Polymer Market Update in North America, July 23, 2007

24-Jul-07
It was a busy week for the spot resin markets. Trading activity has unfolded in much of the way that we anticipated it would in July. After a slow holiday week started this 3rd quarter off with a whimper, large volumes of Polyethylene offers, priced the full $.05/lb higher, began to show during the 2nd week of the month. Domestic processors in need of spot resin began paying up modestly, as they competed with slowing, but still good export demand for spot supplies. As we thought, without major supply disruptions, it would be difficult to gain a full price increase in July, and buyers have indeed resisted. This caused many of the 2nd week's offerings to accumulate unsold, bulging our active spot floor availability to almost 40 million lbs. By the middle of this past week, those producers and traders intent on selling their resin, started lowering offers by a couple of cents to more realistic and transactional levels. The energy markets had yet another week of divergence, Crude Oil prices rallied another $1.66/bbl on supply concerns and dollar weakness, to end the week at $75.79/bbl. Natural Gas, a more domestic market, fell another $.22/mmBtu this week to close at $6.46/mmBtu on Friday. This after rebounding $.22/mmBtu from contract lows made earlier in the week. RBOB futures ended the week at $2.165/gal down about $.06/gal for the week, this however was well off earlier week lows, that were just under $2.08/gal. When the RBOB market had traded to its lows, the alkylation values were running back down into the higher $.40s/lb, near the level of Propylene. When the values invert, more Propylene production would be encouraged rather than diverted to make gasoline octane booster. Polyethylene producers are leaning on low inventories from good export sales while they peer at rising monomer costs in July as they gauge their fundamental position and stance during contract settlement negotiations. They are seeking a $.05/lb increase, they might settle for something less. Polypropylene producers will likely achieve another margin saving price increase commensurate with the $.0075/lb increase initially agreed for July PGP contracts.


The word to look for is "Credit". Report every line of the entries below that has it.

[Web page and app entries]
###
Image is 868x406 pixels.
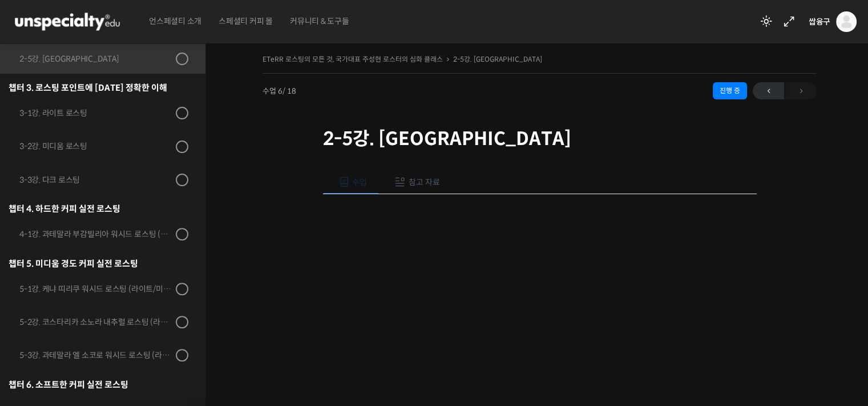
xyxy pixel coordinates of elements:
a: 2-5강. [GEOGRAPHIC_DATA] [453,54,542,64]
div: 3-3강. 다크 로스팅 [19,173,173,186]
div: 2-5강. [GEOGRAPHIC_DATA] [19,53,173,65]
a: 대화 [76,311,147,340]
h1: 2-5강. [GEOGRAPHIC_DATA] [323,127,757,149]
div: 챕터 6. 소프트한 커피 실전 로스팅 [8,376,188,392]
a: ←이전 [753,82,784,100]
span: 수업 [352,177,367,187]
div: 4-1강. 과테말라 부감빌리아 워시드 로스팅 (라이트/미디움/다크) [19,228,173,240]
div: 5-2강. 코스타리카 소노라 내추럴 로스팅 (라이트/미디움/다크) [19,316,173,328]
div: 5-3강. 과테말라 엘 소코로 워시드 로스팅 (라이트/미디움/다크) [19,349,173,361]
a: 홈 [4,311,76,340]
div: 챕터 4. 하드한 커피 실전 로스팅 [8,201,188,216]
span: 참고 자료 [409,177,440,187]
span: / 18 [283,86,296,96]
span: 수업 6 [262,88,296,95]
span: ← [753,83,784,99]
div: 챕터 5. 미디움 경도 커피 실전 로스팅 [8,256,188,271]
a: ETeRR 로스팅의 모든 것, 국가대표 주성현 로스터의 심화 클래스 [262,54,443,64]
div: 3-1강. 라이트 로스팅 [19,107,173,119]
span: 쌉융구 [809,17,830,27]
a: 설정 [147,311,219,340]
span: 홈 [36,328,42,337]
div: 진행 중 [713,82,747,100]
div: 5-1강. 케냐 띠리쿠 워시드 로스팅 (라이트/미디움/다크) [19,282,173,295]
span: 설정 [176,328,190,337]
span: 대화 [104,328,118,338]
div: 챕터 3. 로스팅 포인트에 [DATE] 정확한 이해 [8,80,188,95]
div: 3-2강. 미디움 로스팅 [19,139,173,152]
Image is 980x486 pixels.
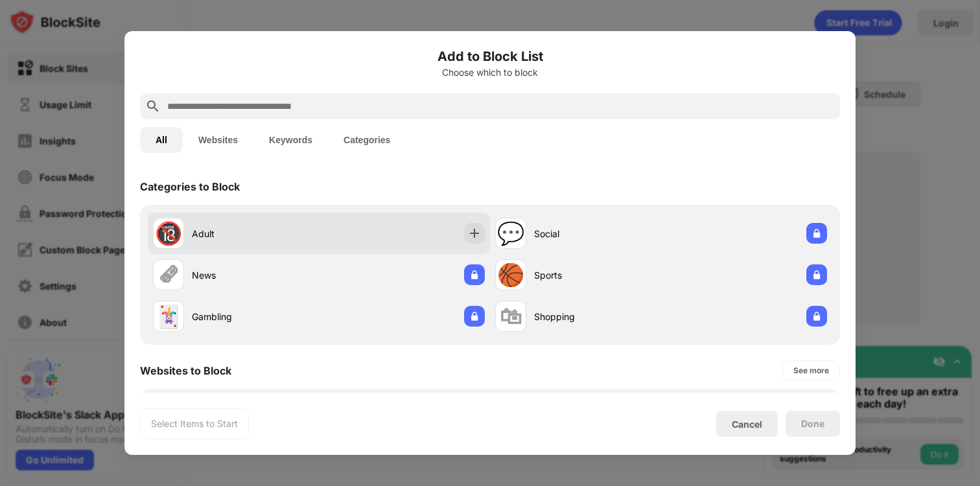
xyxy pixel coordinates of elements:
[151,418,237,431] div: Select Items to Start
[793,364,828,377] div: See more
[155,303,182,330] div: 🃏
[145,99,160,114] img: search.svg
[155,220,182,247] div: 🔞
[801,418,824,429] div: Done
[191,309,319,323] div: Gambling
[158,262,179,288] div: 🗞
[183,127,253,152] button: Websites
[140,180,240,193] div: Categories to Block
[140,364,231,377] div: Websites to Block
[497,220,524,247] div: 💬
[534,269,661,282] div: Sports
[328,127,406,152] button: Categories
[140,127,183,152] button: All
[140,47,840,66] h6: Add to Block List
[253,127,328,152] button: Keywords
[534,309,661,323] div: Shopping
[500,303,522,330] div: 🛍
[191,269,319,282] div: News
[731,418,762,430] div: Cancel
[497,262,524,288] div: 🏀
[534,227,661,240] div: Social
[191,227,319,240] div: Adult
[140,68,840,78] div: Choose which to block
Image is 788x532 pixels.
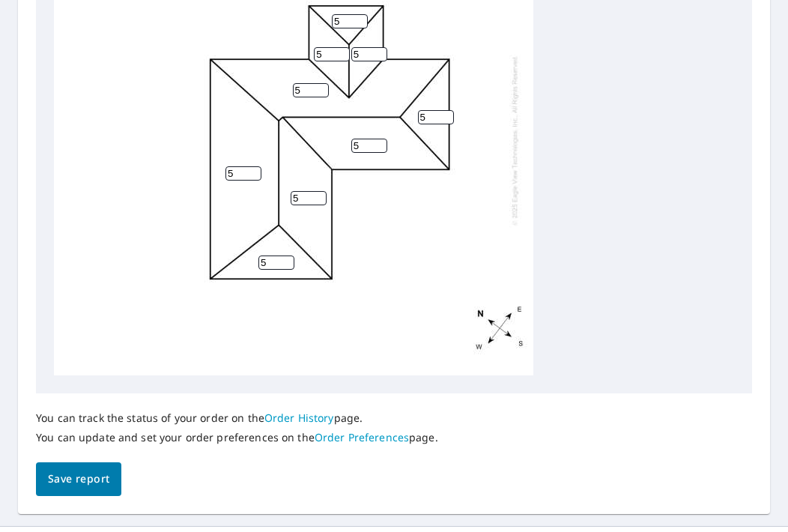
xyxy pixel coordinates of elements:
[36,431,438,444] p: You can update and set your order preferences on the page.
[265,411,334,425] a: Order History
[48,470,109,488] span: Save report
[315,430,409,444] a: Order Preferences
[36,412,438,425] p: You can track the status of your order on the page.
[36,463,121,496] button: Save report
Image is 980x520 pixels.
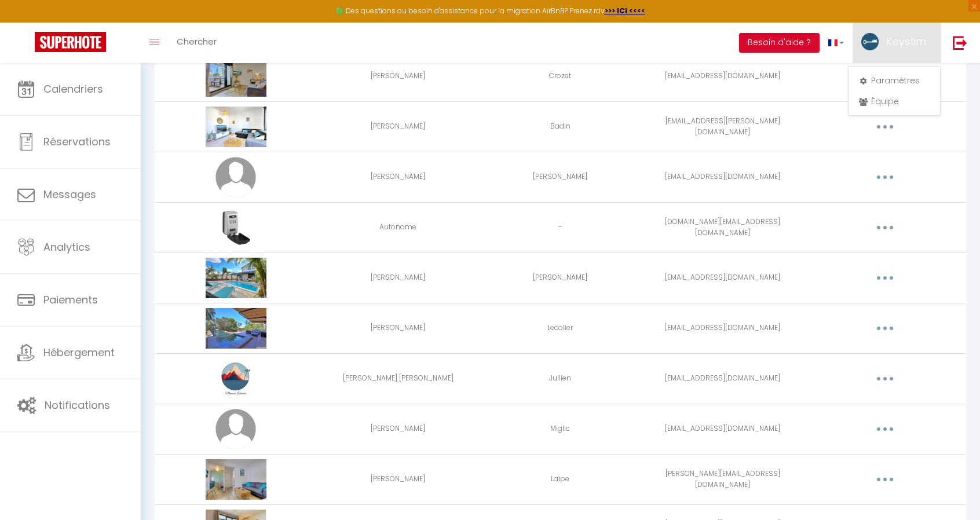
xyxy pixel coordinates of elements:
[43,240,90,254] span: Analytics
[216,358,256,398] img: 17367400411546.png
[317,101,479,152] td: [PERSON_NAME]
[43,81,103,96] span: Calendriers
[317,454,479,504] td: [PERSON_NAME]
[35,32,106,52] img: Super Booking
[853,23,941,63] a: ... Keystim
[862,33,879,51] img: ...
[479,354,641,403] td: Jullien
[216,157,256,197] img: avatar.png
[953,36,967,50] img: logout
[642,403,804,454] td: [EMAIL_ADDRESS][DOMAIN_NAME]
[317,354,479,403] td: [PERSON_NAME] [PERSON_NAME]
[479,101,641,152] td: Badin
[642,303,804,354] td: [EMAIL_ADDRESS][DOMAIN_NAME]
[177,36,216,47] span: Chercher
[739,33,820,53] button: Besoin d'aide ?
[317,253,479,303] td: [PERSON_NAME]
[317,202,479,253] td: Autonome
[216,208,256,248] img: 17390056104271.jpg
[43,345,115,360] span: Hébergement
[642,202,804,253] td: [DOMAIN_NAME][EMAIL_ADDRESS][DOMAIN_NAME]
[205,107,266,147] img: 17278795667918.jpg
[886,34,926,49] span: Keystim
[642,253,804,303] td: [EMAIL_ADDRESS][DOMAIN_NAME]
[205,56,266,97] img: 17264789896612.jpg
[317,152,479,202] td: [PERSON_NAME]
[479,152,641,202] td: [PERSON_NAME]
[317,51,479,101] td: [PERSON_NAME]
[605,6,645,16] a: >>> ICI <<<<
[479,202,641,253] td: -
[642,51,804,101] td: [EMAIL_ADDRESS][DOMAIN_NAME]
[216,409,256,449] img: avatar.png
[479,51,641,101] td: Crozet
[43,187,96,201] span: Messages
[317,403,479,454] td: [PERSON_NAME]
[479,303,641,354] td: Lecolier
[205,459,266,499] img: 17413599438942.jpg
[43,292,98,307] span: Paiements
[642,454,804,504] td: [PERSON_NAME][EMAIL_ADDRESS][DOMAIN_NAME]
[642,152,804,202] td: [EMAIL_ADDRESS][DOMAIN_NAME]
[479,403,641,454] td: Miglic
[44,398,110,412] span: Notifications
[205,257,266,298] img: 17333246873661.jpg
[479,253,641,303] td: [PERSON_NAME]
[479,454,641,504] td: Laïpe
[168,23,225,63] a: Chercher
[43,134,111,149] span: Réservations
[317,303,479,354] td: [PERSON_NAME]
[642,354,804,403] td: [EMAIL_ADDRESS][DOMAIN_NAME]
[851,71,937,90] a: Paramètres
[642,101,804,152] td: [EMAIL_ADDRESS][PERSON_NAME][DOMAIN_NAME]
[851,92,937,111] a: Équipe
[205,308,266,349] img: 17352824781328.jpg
###
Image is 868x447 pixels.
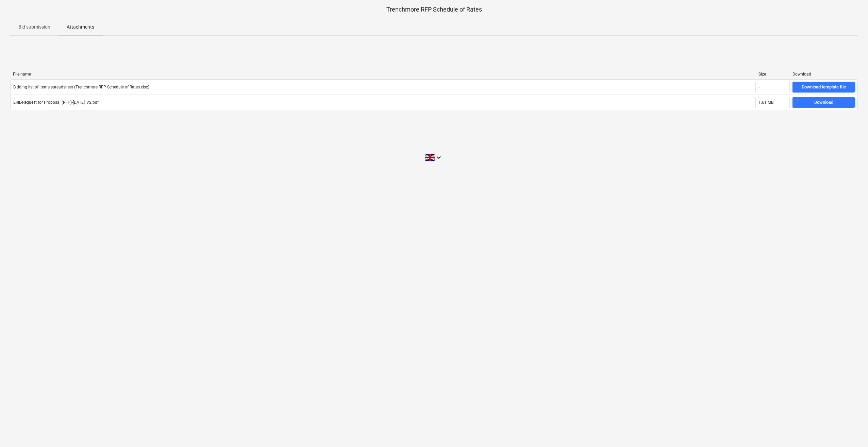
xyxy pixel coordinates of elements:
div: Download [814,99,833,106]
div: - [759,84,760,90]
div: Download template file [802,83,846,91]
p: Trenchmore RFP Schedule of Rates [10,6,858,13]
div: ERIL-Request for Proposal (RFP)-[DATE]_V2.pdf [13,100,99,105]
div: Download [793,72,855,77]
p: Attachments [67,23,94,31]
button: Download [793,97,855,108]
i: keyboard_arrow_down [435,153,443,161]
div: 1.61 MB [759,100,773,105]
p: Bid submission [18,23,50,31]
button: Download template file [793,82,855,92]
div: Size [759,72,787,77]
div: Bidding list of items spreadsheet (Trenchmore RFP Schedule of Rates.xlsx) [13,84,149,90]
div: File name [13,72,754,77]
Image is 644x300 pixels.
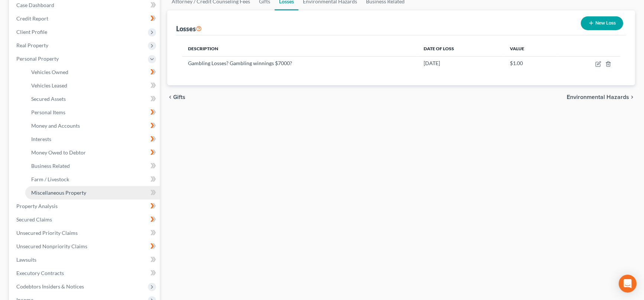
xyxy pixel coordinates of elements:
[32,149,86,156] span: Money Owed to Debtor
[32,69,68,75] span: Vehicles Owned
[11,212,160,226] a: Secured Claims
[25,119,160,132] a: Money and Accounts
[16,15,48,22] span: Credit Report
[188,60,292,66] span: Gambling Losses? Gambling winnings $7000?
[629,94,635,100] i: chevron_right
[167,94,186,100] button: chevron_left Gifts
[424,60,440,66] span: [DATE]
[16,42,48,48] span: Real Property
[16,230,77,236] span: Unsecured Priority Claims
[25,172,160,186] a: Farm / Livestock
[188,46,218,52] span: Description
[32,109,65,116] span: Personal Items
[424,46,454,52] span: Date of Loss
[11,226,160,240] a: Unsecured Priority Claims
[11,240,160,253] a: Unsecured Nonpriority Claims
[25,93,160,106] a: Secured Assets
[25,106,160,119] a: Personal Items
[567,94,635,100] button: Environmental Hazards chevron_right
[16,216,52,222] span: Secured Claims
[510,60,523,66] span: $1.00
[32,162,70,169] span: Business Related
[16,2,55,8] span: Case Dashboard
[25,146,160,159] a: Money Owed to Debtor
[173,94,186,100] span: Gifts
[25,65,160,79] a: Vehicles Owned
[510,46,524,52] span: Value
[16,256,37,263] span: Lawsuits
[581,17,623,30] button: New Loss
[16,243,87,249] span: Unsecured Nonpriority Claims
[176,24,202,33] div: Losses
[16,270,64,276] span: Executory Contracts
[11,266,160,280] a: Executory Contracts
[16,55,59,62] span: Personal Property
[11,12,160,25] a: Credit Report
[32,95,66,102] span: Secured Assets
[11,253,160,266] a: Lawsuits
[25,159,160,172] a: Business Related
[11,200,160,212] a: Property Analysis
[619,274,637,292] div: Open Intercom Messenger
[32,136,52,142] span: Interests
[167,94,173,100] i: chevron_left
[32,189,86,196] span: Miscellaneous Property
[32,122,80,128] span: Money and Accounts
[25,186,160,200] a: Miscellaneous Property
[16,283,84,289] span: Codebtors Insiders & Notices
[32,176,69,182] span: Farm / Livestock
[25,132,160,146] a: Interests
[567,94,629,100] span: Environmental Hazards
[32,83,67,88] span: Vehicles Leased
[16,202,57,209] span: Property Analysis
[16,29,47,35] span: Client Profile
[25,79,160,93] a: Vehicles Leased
###
*Solution below*:
[16,15,48,22] span: Credit Report
[11,12,160,25] a: Credit Report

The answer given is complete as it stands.